1579- Sir Francis Drake on board the Golden Hind made the catch of his career. In the waters off Cartegena Columbia he attacked and captured one of the great Spanish treasure ships carrying Inca gold and silver from Peru. This one ship carried more wealth than the entire treasury then in Elizabeth’s England. And a fleet of these crossed the ocean twice a year. Drake instantly became a rich man. The galleon was called La Nuestra Senora De La Concepcion, but her crew nicknamed her “KaKaFuego” which some translate as “Spitfire”, but more closely means “Hot sh*t.”

1680- Pennsylvania became the first US colony to outlaw slavery.

1711- The first issue of England’s’ great periodical the Spectator first published. It was unique for a broadsheet in that it didn’t cover politics or doings at court but printed essays on social gossip, literary criticism, studies of manners and morals. It was said the Spectator helped begin the transformation of English gentry from ale-swilling philanderers to the well-bred, well-read snobs of the Victorian Era.

1777- Young artillery officer Alexander Hamilton was appointed to General George Washington’s personal staff. This marked the beginning of Hamilton’s personal relationship with Washington that would last throughout the war and his presidency. Hamilton was his constant consultant, advisor and may have written many of Washington’s speeches. There is a rumor that GW may even have been Hamilton’s father since his only trip outside the US was to visit Bermuda. Hamilton was born illegitimately on the Virgin island of Nevis, but beyond that no evidence has ever been substantiated.

1808- Parliament outlawed the overseas slave trade within the British Empire.

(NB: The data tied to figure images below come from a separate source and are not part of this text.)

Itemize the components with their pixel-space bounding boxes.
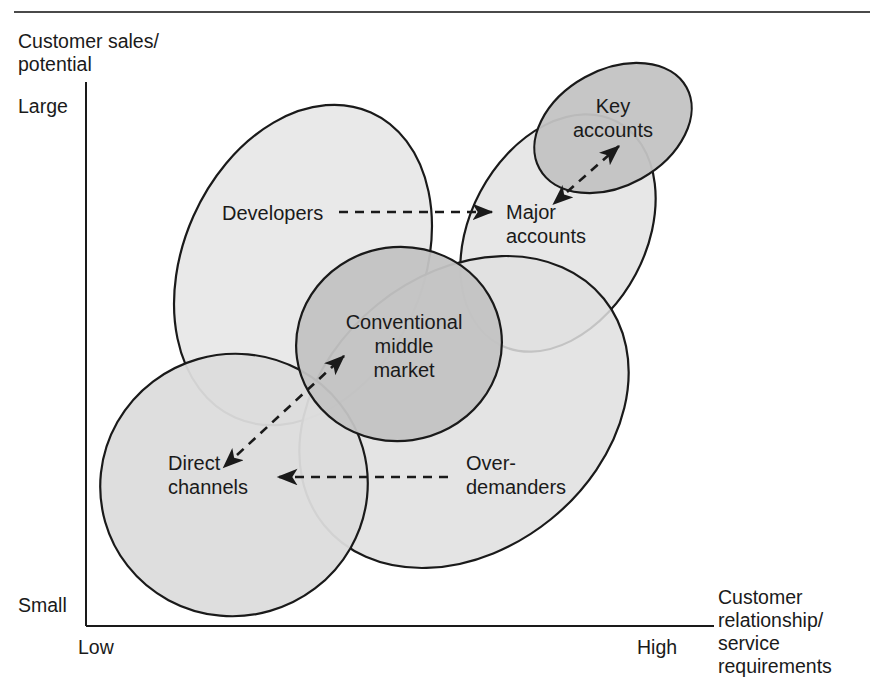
positioning-map-figure: Developers Major accounts Key accounts C… [0,0,879,699]
label-major-accounts-line1: Major [506,201,556,223]
y-axis-tick-large: Large [18,95,68,118]
y-axis-title: Customer sales/ potential [18,30,159,76]
x-axis-title: Customer relationship/ service requireme… [718,586,832,678]
label-conventional-line1: Conventional [346,311,463,333]
label-direct-channels-line1: Direct [168,452,221,474]
y-axis-tick-small: Small [18,594,67,617]
label-over-demanders-line1: Over- [466,452,516,474]
label-developers: Developers [222,202,323,224]
label-direct-channels-line2: channels [168,476,248,498]
x-axis-tick-low: Low [78,636,114,659]
x-axis-tick-high: High [637,636,677,659]
label-over-demanders-line2: demanders [466,476,566,498]
label-key-accounts-line2: accounts [573,119,653,141]
label-conventional-line3: market [373,359,435,381]
label-conventional-line2: middle [375,335,434,357]
label-key-accounts-line1: Key [596,95,630,117]
label-major-accounts-line2: accounts [506,225,586,247]
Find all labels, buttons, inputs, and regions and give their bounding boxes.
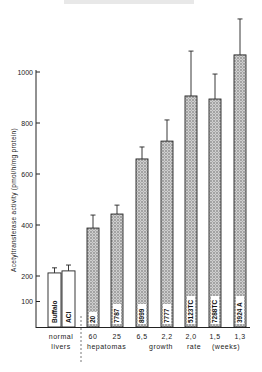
y-ticks: 1002004006008001000 <box>17 69 40 306</box>
bar-label: 5123TC <box>187 300 194 323</box>
bar-label: 20 <box>89 315 96 323</box>
bar-label: Buffalo <box>51 301 58 323</box>
bar-5123tc: 5123TC <box>185 51 197 327</box>
bar-7288tc: 7288TC <box>209 74 221 327</box>
bar-label: 7288TC <box>211 300 218 323</box>
bars: BuffaloACI207787899977775123TC7288TC3924… <box>48 19 246 327</box>
bar-8999: 8999 <box>136 147 148 327</box>
y-tick-label: 800 <box>21 120 33 127</box>
y-tick-label: 1000 <box>17 69 33 76</box>
bar-rect <box>234 55 246 327</box>
weeks-label: (weeks) <box>212 343 240 351</box>
bar-rect <box>161 141 173 327</box>
bar-buffalo: Buffalo <box>48 268 61 327</box>
normal-label: normal <box>49 333 73 340</box>
bar-3924a: 3924 A <box>234 19 246 327</box>
bar-rect <box>185 96 197 327</box>
growth-rate-label: 1,3 <box>234 333 245 340</box>
bar-label: 8999 <box>138 308 145 323</box>
rate-label: rate <box>187 343 201 350</box>
y-tick-label: 100 <box>21 298 33 305</box>
bar-7787: 7787 <box>111 205 123 327</box>
bar-label: 3924 A <box>236 302 243 323</box>
growth-rate-label: 6,5 <box>136 333 147 340</box>
hepatomas-label: hepatomas <box>87 343 126 351</box>
y-axis-title: Acetyltransferase activity (pmol/h/mg pr… <box>10 128 18 272</box>
bar-7777: 7777 <box>161 120 173 327</box>
bar-rect <box>209 99 221 327</box>
growth-rate-label: 2,0 <box>185 333 196 340</box>
growth-rate-label: 1,5 <box>209 333 220 340</box>
growth-label: growth <box>149 343 173 351</box>
bar-rect <box>136 159 148 327</box>
growth-rate-labels: 60256,52,22,01,51,3 <box>89 333 246 340</box>
livers-label: livers <box>51 343 70 350</box>
bar-label: 7787 <box>113 308 120 323</box>
bar-chart: 1002004006008001000 Acetyltransferase ac… <box>0 0 262 372</box>
bar-label: ACI <box>65 312 72 323</box>
bar-label: 7777 <box>163 308 170 323</box>
growth-rate-label: 2,2 <box>161 333 172 340</box>
y-tick-label: 600 <box>21 171 33 178</box>
growth-rate-label: 25 <box>113 333 122 340</box>
y-tick-label: 400 <box>21 222 33 229</box>
bar-aci: ACI <box>62 265 75 327</box>
bar-20: 20 <box>87 215 99 327</box>
growth-rate-label: 60 <box>89 333 98 340</box>
y-tick-label: 200 <box>21 273 33 280</box>
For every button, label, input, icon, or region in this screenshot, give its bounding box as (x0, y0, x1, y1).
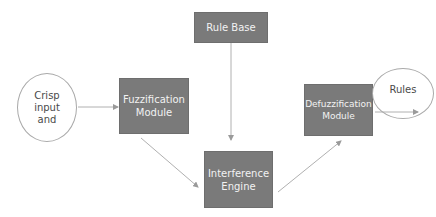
rule-base-node: Rule Base (194, 12, 268, 43)
edge-fuzzification-to-interference (141, 138, 198, 187)
rules-label: Rules (390, 84, 417, 96)
edge-interference-to-defuzzification (278, 141, 341, 192)
crisp-input-label: Crisp input and (34, 90, 60, 126)
interference-label: Interference Engine (208, 167, 269, 193)
rules-node: Rules (372, 68, 434, 119)
interference-engine-node: Interference Engine (204, 151, 273, 208)
fuzzification-module-node: Fuzzification Module (119, 78, 189, 134)
defuzzification-label: Defuzzification Module (305, 98, 372, 122)
fuzzification-label: Fuzzification Module (123, 93, 185, 119)
rule-base-label: Rule Base (206, 21, 255, 34)
defuzzification-module-node: Defuzzification Module (304, 84, 373, 136)
crisp-input-node: Crisp input and (17, 73, 77, 142)
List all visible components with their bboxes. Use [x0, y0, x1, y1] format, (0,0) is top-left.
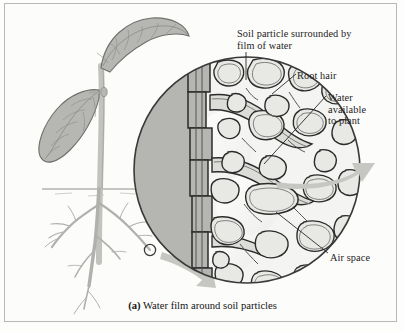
- label-water-available: Water available to plant: [328, 92, 400, 127]
- label-air-space: Air space: [330, 252, 370, 264]
- caption-letter: (a): [128, 300, 140, 311]
- label-soil-particle: Soil particle surrounded by film of wate…: [237, 28, 397, 51]
- stem-bud: [101, 87, 107, 96]
- figure-caption: (a) Water film around soil particles: [0, 300, 405, 311]
- label-root-hair: Root hair: [297, 70, 337, 82]
- leaf-petiole: [89, 92, 99, 93]
- figure-container: Soil particle surrounded by film of wate…: [0, 0, 405, 332]
- upper-leaf: [97, 18, 189, 72]
- lower-leaf: [39, 90, 99, 162]
- caption-text: Water film around soil particles: [143, 300, 277, 311]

1815- Napoleon Bonaparte came ashore in France near Frejus on the Riviera and marched on Paris in a desperate gamble to regain his throne. He was attacking a nation of 14 million with just 1,200 followers. After his defeat in Russia and exile to Elba the European allies restored the Bourbon King and old aristocrats to France.

The old royals soon made it plain they learned nothing from the French Revolution and wanted to continue things as if it was still 1789. Little things like evicting war orphaned children into the street so some old aristocrat could have his crumbling chateau back. The Royal family also liked to spit on the tricolor flag and appeared in public in Russian uniforms, a uniform seen by French people as responsible for the deaths of many of their brothers and husbands. The peoples anger enabled Napoleon to recall old memories of Glory, and Liberte’.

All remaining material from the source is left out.